ABOUT THIS TASK — Word for word, copy the line containing "This screenshot has width=588, height=368." and every line after it in the records below, leaving pictures out.

● ● ● ● ●

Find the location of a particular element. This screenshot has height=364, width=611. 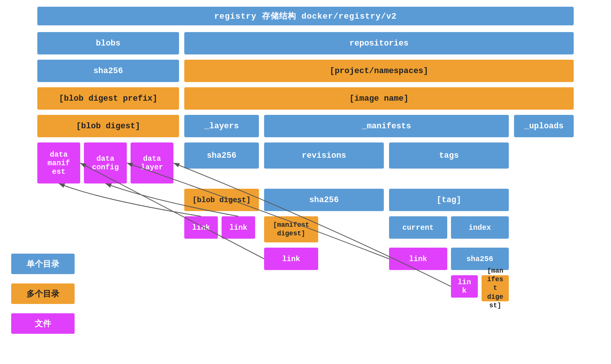

link4-box: link is located at coordinates (418, 259).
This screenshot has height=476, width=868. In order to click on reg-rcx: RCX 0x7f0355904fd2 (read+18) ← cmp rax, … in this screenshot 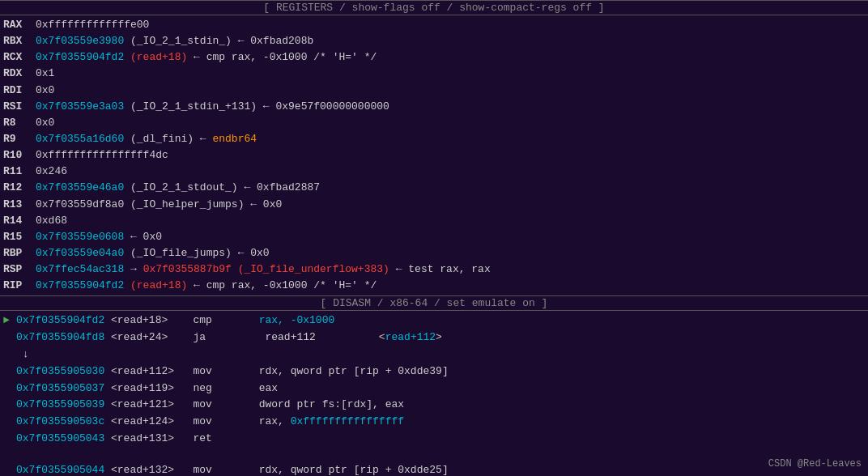, I will do `click(434, 57)`.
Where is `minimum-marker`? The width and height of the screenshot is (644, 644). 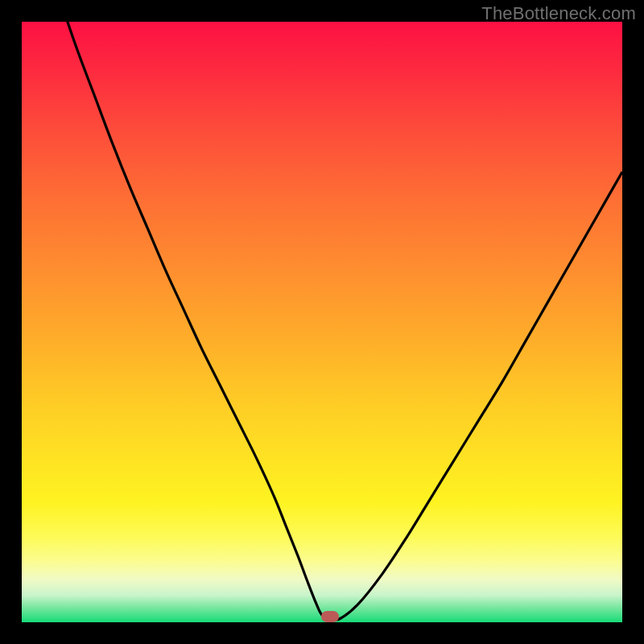 minimum-marker is located at coordinates (330, 617).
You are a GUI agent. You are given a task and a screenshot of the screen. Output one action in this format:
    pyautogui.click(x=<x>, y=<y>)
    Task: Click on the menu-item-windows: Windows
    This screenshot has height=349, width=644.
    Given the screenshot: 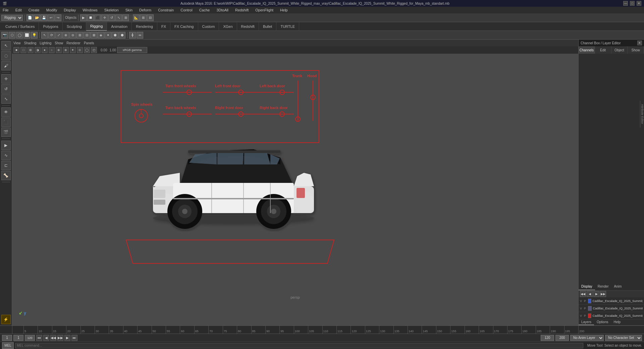 What is the action you would take?
    pyautogui.click(x=90, y=10)
    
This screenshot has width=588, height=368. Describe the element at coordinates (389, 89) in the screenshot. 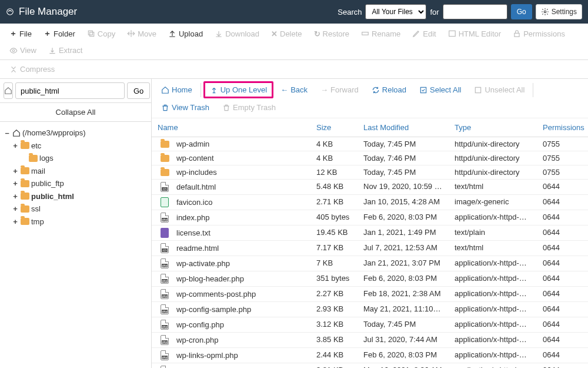

I see `reload-action: Reload` at that location.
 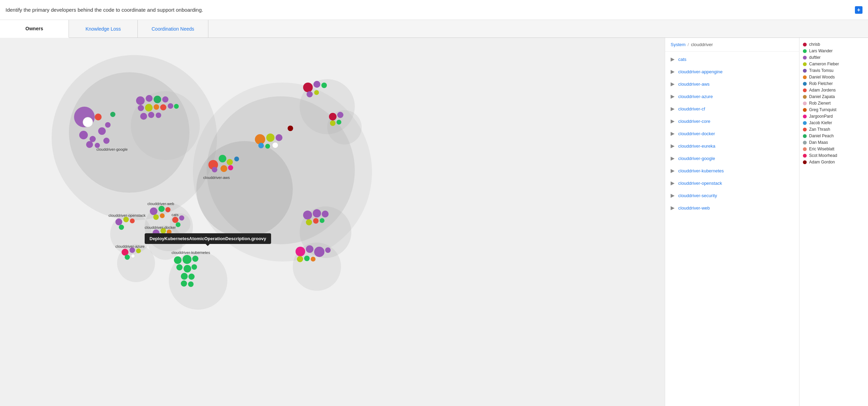 What do you see at coordinates (160, 227) in the screenshot?
I see `label-clouddriver-docker: clouddriver-docker` at bounding box center [160, 227].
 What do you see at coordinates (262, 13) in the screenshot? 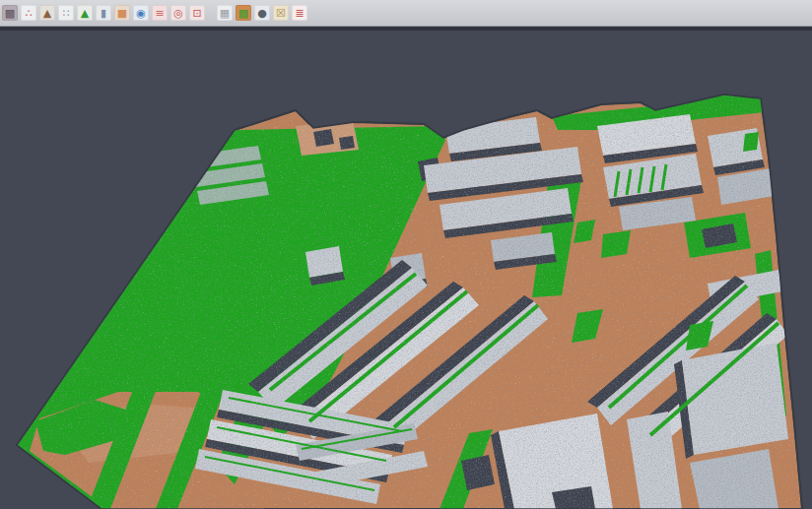
I see `render-sphere-icon: ●` at bounding box center [262, 13].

● ● ● ● ●

ANSWER SPACE —
This screenshot has width=588, height=368. Describe the element at coordinates (389, 89) in the screenshot. 

I see `reload-action: Reload` at that location.
  What do you see at coordinates (160, 227) in the screenshot?
I see `label-clouddriver-docker: clouddriver-docker` at bounding box center [160, 227].
 What do you see at coordinates (262, 13) in the screenshot? 
I see `render-sphere-icon: ●` at bounding box center [262, 13].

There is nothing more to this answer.